In Demjanjuk's Ukrainian hometown, memories linger of an infamous son

Deportation of the accused death-camp guard was stayed Tuesday.

When news broke that suspected Nazi war criminal John Demjanjuk would be deported to Germany to face charges of accessory to murder in 29,000 cases, this tiny hamlet, deep in Ukraine's impoverished countryside, had special reason to take note.

Mr. Demjanjuk had been expected to be flown by private jet tonight to Germany. But a federal court, late Tuesday afternoon, stayed the order until it could further review the case.

Eighty-nine years ago this month, he was here in Dubovye Makharinsty, a farming village about 100 miles west of Kiev. He grew up in the village and worked on the collective farm before joining the Soviet Army to fight Nazi invaders. He was wounded and then taken prisoner by the Germans.

What happened then depends on whom you believe.

Demjanjuk asserts he remained a prisoner of the Germans until the end of the war, when he emigrated to the United States and changed his name from Ivan to John. Documents as well as the mark under his left arm, where an SS number might have been tattooed, incriminate him as a Nazi death-camp guard.

The 30-year investigation into Demjanjuk's past, including the dramatic 1993 reversal of an Israeli death sentence, means that the villagers in this downtrodden town are well aware of their most infamous son.

Marusya Lavrinuk, who is two years younger than Demjanjuk, was the proverbial "girl next door" in their adolescence. On a recent day, Ms. Lavrinuk pointed to where the Demjanjuks' cottage stood near to her own wooden hut.

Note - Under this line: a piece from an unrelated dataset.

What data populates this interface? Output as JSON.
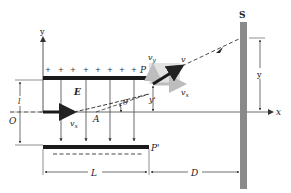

"Yes, I remember Ivan as a boy," she says. "He seemed a normal lad, except taller than most. He drove the tractor."

Tough times for a young 'Ivan the Terrible'

Lavrinuk and Ivan Demjanjuk belong to a generation blighted in their youth by a series of unimaginable catastrophes.

The first, in 1932-33, was the man-made famine known in Ukraine as the Holodomor. It decimated the rural population as Soviet authorities confiscated scarce grain.

Five years after the famine came the 1937 Stalinist purges. A memorial plaque in the village lists 22 villagers as having been executed.

The war arrived in 1941. Lavrinuk says she remembers the day German tanks rolled into the village. She reacted with silence to further questions about the invasion: the village war memorial lists four men with her surname and an incredible total of 120 dead, which constituted the vast majority of men from the village.

Among the dead are two Demjanjuks, both relatives of Ivan, and a reminder how Ivan Demjanjuk might easily have died a hero's death fighting the Nazis.

Instead, prosecutors allege that, in 1942, Demjanjuk was captured and recruited to the ranks of the notoriously cruel Ukrainian SS auxiliaries. He zealously participating in mass killings of Jews in Ukraine as well as in Poland's Treblinka and Sobibor death camps.

Before the war, when the Soviets established collective farms, Demjanjuk was the tractor driver for his village's operation. He was reputed to be good with engines.

'Why won't they leave him in peace?'

Nazi crimes were perpetuated against Jews throughout Ukraine, but the brunt of the pogrom was experienced in cities and towns, where much of Jewish life was centered. In Dubovye Makharintsy, there's not much open sympathy for the thousands who might have suffered under Demjanjuk's hand.

Only about 300 people, many of them elderly, live in this crumbling farming village, where horse carts remain a common form of transportation. Demjanjuk's former neighbors express confusion surrounding the generation-long saga of his war-crimes prosecution. Here, he is seen more of a victim of a witch hunt than a perpetrator of evil.

"They cleared him once already," Lavrinuk says. "What do they want with him now? Why won't they leave him in peace?"

Demjanjuk was originally tried in Israel as the sadistic Ukrainian guard at the Treblinka death camp known as "Ivan the Terrible." He was sentenced to death in 1988, and then sensationally acquitted in 1993 on account of mistaken identity.

Six years ago, a US judge revoked Demjanjuk's citizenship based on evidence that he concealed his past work at the Nazi camps. In 2005, an immigration judge decreed that he could be deported to Ukraine, Poland, or Germany.

Confusion reigns in small village

The original Demjanjuk house burned down after the war, explains Marusya's current neighbor, Nikolai Grigorivich, whose house now stands on the site.

Asked his opinion of Demjanjuk, Mr. Grigorivich says, "he might have been a bad man, but he did not do me any harm, so I don't have strong feelings. And what's the point of putting such an old man on trial?"

One thing in particular rankles the villagers.

"What I don't understand," asks Grigorivich, "is how can it be right that the Germans are trying a Ukrainian for murdering Jews, and not the other way round?"